A memory corruption issue was addressed with improved validation. This issue is fixed in macOS Monterey 12.5. Processing a maliciously crafted tiff file may lead to arbitrary code execution.
An information disclosure issue was addressed by removing the vulnerable code. This issue is fixed in macOS Monterey 12.5. A website may be able to track the websites a user visited in Safari private browsing mode.
An out-of-bounds read was addressed with improved bounds checking. This issue is fixed in macOS Monterey 12.5. Processing an AppleScript may result in unexpected termination or disclosure of process memory.
An access issue was addressed with additional sandbox restrictions. This issue is fixed in macOS Ventura 13. An app may be able to break out of its sandbox.
The issue was addressed with improved restriction of data container access. This issue is fixed in macOS Ventura 13.6.5, macOS Monterey 12.7.4. An app may be able to access sensitive user data.
Use after free in ANGLE in Google Chrome prior to 124.0.6367.155 allowed a remote attacker to potentially exploit heap corruption via a crafted HTML page. (Chromium security severity: High)
Faulty input validation in the core of Apache allows malicious or exploitable backend/content generators to split HTTP responses.
This issue affects Apache HTTP Server: through 2.4.58.
HTTP Response splitting in multiple modules in Apache HTTP Server allows an attacker that can inject malicious response headers into backend applications to cause an HTTP desynchronization attack.
Users are recommended to upgrade to version 2.4.59, which fixes this issue.
This issue was addressed through improved state management. This issue is fixed in macOS Sonoma 14.2. Remote Login sessions may be able to obtain full disk access permissions.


• Assignment: Among the lines of the records, please find those that contain the word "figure" and copy them.

• Data provided:

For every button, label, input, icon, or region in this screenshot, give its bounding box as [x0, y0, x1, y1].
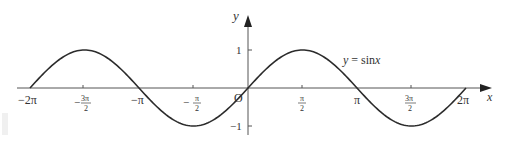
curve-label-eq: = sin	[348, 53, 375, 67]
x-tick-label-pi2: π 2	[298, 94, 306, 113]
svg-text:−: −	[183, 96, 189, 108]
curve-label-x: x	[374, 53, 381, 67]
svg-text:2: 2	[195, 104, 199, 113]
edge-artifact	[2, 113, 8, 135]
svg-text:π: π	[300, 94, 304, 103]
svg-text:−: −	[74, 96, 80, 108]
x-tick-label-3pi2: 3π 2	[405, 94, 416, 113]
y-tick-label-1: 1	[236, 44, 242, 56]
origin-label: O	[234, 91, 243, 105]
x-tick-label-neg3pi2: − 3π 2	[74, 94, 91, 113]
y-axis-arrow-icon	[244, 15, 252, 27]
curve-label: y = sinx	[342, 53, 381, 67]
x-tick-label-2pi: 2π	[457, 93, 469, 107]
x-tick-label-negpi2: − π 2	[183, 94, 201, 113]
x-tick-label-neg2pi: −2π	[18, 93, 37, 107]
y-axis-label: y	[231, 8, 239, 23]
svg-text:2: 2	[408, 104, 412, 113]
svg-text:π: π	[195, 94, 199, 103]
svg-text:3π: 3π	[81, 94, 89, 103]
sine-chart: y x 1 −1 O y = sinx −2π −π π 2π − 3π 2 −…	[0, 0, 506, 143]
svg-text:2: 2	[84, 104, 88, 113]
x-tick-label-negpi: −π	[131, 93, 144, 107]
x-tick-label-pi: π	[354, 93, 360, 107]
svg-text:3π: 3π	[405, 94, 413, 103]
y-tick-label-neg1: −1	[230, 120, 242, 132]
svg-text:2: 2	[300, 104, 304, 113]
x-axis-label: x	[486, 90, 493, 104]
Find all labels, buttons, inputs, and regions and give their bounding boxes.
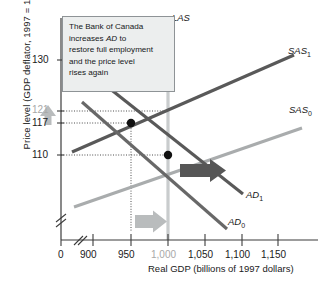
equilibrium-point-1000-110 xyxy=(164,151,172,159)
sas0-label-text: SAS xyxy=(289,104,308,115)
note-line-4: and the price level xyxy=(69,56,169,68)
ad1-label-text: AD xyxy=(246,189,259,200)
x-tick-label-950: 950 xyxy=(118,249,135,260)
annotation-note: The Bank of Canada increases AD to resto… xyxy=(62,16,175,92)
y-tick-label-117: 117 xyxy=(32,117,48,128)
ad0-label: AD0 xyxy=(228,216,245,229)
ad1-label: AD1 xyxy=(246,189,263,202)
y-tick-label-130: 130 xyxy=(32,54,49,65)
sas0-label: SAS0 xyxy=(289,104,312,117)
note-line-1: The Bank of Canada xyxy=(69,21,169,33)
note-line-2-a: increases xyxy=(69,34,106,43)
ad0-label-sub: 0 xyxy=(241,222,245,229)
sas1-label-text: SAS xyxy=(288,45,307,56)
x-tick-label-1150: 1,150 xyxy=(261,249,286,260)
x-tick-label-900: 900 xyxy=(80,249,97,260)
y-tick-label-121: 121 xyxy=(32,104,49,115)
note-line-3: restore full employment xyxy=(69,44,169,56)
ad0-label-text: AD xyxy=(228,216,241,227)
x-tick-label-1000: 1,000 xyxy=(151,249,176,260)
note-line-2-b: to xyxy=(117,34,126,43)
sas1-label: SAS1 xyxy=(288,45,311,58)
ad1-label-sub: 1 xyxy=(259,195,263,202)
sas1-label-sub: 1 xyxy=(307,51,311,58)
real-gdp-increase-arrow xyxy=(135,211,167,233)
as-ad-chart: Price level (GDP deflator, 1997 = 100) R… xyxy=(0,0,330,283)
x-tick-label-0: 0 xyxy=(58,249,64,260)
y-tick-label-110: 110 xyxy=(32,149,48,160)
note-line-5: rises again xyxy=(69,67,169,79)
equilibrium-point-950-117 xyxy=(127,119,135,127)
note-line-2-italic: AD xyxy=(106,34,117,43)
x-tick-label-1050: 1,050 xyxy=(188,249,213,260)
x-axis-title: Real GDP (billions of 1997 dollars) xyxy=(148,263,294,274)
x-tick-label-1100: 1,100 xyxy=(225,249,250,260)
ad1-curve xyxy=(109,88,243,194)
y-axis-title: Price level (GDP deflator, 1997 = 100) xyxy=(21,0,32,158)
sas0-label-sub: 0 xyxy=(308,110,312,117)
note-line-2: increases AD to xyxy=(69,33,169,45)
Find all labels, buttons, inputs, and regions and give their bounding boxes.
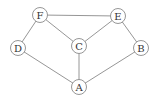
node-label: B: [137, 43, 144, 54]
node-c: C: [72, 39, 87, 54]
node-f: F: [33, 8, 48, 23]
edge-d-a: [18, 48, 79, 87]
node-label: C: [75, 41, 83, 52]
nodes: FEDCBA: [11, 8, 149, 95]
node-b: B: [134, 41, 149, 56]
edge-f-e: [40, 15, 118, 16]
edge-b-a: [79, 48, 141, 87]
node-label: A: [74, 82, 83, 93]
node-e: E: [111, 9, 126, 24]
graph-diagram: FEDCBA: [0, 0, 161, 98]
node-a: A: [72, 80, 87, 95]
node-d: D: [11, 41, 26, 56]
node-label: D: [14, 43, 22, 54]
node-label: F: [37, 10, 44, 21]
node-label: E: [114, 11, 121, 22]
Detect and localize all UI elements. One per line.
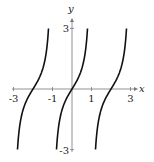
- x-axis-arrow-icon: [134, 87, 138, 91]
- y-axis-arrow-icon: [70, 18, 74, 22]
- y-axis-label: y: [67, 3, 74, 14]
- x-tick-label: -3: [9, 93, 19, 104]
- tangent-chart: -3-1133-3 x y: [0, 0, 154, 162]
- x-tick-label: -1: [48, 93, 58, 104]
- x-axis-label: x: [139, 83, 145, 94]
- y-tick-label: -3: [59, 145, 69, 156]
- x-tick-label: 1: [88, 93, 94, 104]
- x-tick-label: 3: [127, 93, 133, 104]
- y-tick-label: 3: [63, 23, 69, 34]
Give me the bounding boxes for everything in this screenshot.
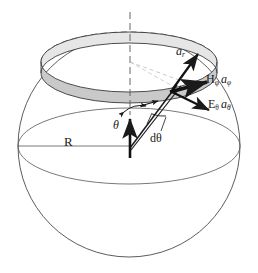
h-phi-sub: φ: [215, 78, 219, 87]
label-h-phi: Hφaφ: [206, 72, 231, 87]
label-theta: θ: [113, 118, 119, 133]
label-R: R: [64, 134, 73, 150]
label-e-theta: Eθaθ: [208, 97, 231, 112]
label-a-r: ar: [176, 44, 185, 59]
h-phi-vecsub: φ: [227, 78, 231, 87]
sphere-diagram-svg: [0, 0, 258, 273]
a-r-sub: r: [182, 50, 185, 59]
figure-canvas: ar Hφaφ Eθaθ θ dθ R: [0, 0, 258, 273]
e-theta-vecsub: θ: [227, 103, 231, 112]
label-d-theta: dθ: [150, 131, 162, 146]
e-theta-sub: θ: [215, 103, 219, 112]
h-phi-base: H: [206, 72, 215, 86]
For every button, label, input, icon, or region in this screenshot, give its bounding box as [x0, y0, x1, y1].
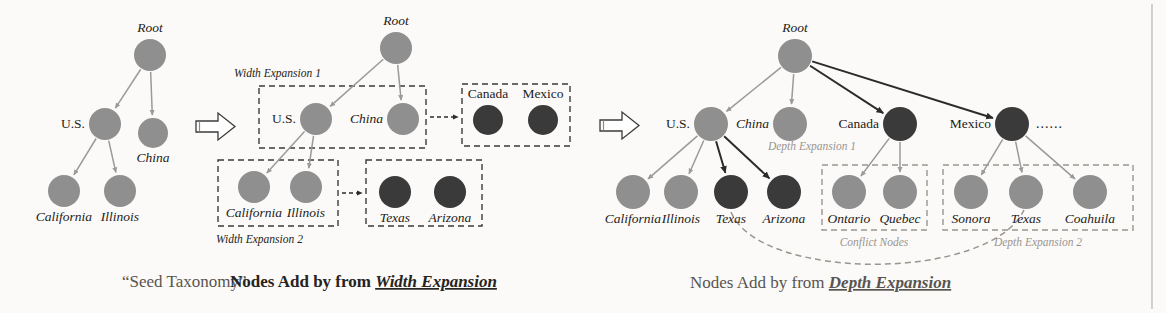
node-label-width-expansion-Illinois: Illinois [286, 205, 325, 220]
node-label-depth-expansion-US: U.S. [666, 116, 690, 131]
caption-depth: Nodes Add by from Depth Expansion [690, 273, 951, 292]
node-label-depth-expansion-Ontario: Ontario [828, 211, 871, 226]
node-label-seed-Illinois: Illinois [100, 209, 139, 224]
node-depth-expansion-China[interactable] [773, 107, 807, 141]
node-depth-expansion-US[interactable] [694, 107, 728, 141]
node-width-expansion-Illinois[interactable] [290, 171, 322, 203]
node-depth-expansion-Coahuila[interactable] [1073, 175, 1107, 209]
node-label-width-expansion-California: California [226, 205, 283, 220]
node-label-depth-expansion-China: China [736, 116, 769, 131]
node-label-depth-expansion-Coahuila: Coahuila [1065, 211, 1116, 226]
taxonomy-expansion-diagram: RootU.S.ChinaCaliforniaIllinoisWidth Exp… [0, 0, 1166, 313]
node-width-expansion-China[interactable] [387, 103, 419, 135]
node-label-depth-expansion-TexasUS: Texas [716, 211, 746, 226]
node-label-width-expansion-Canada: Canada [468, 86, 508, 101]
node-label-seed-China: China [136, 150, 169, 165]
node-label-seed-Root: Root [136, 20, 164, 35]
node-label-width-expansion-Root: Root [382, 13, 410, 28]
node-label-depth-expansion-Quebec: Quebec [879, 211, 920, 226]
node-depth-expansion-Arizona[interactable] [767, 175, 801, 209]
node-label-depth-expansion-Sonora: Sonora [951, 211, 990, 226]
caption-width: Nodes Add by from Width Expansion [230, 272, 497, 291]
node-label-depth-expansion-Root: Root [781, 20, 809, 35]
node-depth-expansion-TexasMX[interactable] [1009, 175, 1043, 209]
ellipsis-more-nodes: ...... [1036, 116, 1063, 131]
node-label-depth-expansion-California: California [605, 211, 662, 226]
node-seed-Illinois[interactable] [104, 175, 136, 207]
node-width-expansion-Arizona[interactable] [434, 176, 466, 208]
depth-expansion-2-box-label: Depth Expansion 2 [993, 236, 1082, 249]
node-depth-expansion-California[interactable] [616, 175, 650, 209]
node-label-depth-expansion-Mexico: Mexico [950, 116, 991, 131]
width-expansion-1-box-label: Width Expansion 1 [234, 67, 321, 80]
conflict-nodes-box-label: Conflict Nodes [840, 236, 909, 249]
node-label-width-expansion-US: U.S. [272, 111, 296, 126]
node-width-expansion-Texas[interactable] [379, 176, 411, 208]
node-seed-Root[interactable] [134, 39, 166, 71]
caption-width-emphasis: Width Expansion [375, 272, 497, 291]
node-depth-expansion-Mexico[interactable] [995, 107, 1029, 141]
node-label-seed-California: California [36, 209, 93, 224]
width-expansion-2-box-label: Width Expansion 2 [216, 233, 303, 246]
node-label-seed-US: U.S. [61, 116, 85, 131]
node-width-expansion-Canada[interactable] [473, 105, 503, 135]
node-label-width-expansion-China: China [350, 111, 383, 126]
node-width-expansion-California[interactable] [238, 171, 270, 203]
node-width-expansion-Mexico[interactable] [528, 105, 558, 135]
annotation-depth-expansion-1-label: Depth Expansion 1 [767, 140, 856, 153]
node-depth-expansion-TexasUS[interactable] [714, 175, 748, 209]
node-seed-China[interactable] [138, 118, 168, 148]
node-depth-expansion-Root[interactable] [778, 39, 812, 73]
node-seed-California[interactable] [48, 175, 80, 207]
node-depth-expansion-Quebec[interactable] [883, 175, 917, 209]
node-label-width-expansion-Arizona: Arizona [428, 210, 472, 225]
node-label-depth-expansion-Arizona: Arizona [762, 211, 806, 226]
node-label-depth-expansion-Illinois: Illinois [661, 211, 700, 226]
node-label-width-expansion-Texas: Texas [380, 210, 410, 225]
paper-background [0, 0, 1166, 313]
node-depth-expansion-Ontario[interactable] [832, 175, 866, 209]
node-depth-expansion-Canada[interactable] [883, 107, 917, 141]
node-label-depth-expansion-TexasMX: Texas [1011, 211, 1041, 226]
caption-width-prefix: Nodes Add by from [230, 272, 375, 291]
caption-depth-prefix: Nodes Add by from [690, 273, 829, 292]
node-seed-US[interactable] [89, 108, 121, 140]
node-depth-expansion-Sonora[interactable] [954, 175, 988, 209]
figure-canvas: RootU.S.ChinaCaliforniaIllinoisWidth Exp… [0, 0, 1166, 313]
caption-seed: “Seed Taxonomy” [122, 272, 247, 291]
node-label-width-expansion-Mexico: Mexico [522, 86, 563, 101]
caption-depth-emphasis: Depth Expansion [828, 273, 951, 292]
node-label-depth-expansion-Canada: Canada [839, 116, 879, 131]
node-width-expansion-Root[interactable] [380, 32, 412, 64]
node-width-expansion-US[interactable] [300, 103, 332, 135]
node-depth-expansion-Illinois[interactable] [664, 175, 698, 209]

• Result:
figure-canvas: ar Hφaφ Eθaθ θ dθ R: [0, 0, 258, 273]
figure-canvas: RootU.S.ChinaCaliforniaIllinoisWidth Exp… [0, 0, 1166, 313]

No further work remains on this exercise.